DHS’ visitor screening improving, GAO official says
Foreign fighters could be a continuing problem, but DHS is tightening up screening for the Visa Waiver Program, according to the GAO.
Despite concerns by some lawmakers that foreign terrorist fighters might slip in the United States through countries that participate in the U.S. Visa Waiver Program, the federal watchdog said that program and others are getting better at ferreting out problems.
Fighters returning from collapsing ISIS and Al Qaida strongholds in the Middle East could enter the U.S. through the 38 countries that participate in the VWP, top Republicans warned in a May 3 House Committee on Homeland Security hearing.
However, a federal watchdog and Department of Homeland Security officials told them the VWP program is improving.
"The majority of [Paris, Brussels and Nice] attackers were European citizens with valid passports, so it is easy to imagine any one of them gaining access to this country through a valid visa or through the Visa Waiver Program," said Rep. Mike Gallagher (R-Wis.), who chairs the committee’s Task Force on Denying Terrorists Entry to the United States. The VWP allows nationals from 38 countries to travel visa-free to the U.S. for business or pleasure for 90 days or less. “Millions of travelers ... benefit from the exemption,” Gallagher said.
Committee Chairman Mike McCaul (R-Texas) also noted the continuing exodus of ISIS and Al Qaida fighters from the Middle East as they return to their home nations. However, he said the Visa Waiver Program Improvement and Terrorist Travel Prevention Act of 2015 ramped up VWP security by bolstering intelligence information sharing and including provisions that will make it harder for terror suspects to cross borders, including enhanced screening of travelers and cracking down on passport fraud.
During the hearing, Rebecca Gambler, director of the Government Accountability Office’s Homeland Security and Justice Division, said DHS has improved VWP and other screening programs.
“We’ve seen progress and implementation in terms of DHS’ oversight of the programs," Gambler said. However, she said, DHS and Customs and Border Protection must develop consistent metrics and baseline data to help assess the ultimate effectiveness of those screening and predeparture efforts.

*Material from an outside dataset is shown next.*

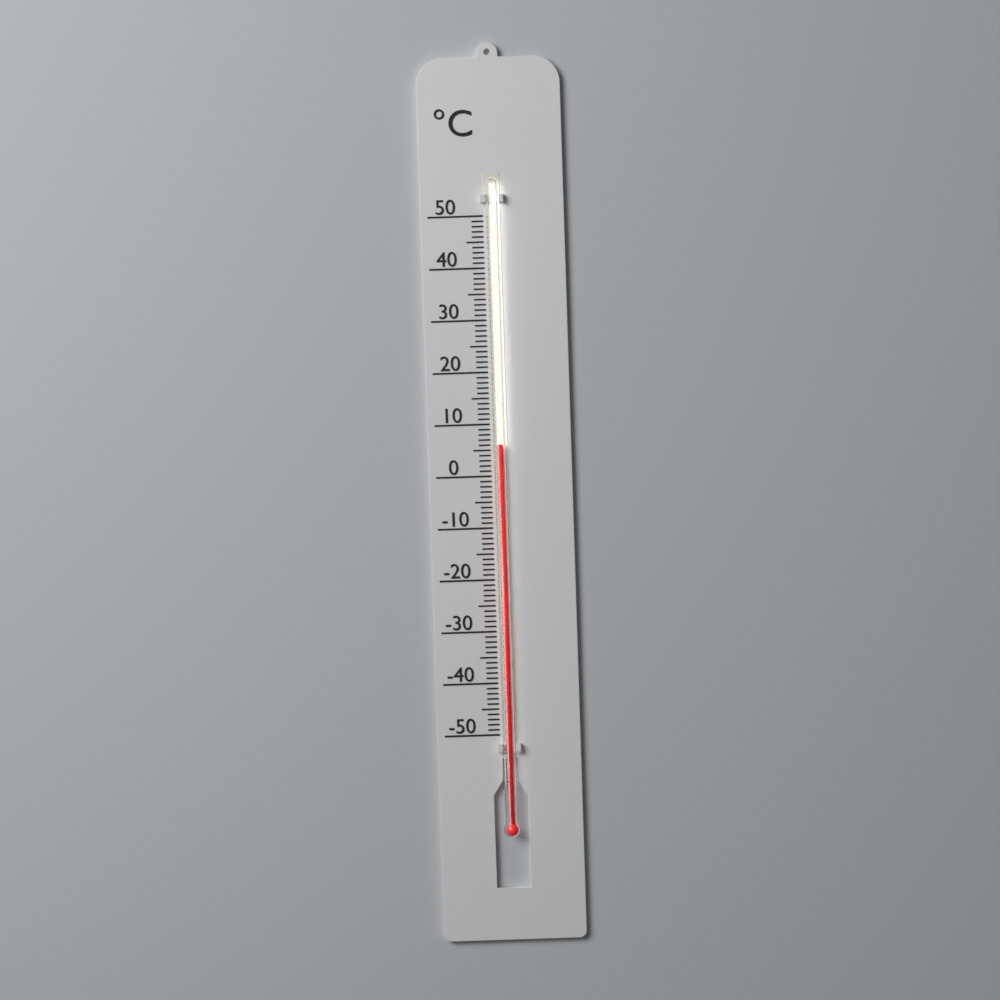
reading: 6 °C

Currently, according to CBP Deputy Executive Assistant Commissioner John Wagner, the VWP requires approval through the agency’s Electronic System for Travel Authorization (ESTA) system. That process, he said, checks an application against a series of law enforcement and intelligence agency databases.

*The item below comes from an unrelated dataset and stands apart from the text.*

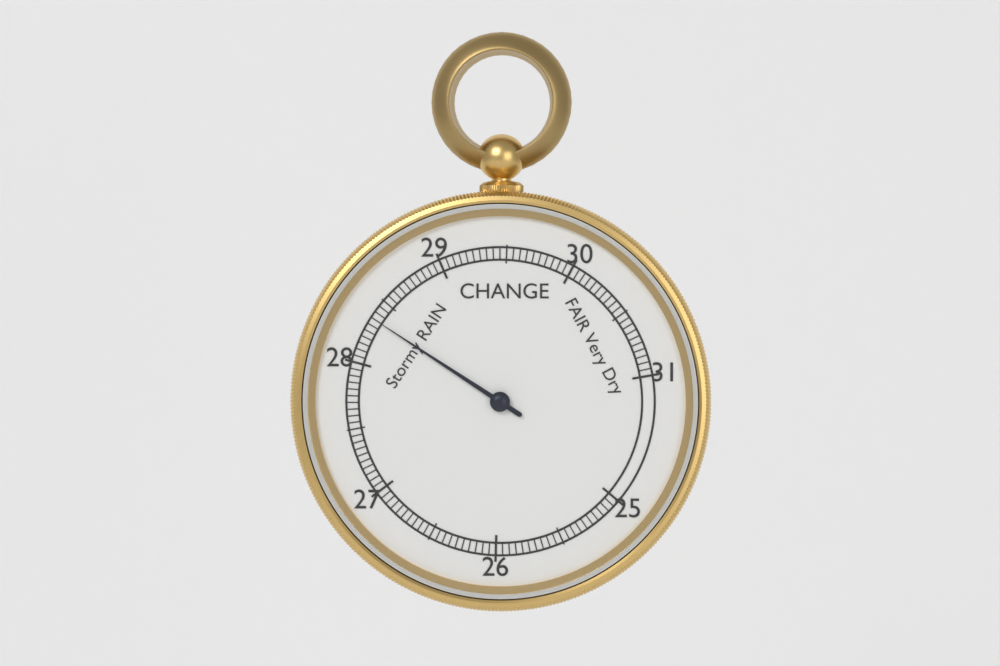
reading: 28.35 inHg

Once ESTA authorizes the application form, a traveler’s booking and reservation data and the related airline flight manifests are checked against rules developed by law enforcement and immigration agencies to flag other potential concerns, he said.
Gallagher said in his opening statement, however, that more prosaic gaps remain in the overall visa process, noting that one of the 2015 San Bernadino attackers used an illegal K-1 “fiancé” visa to enter the country.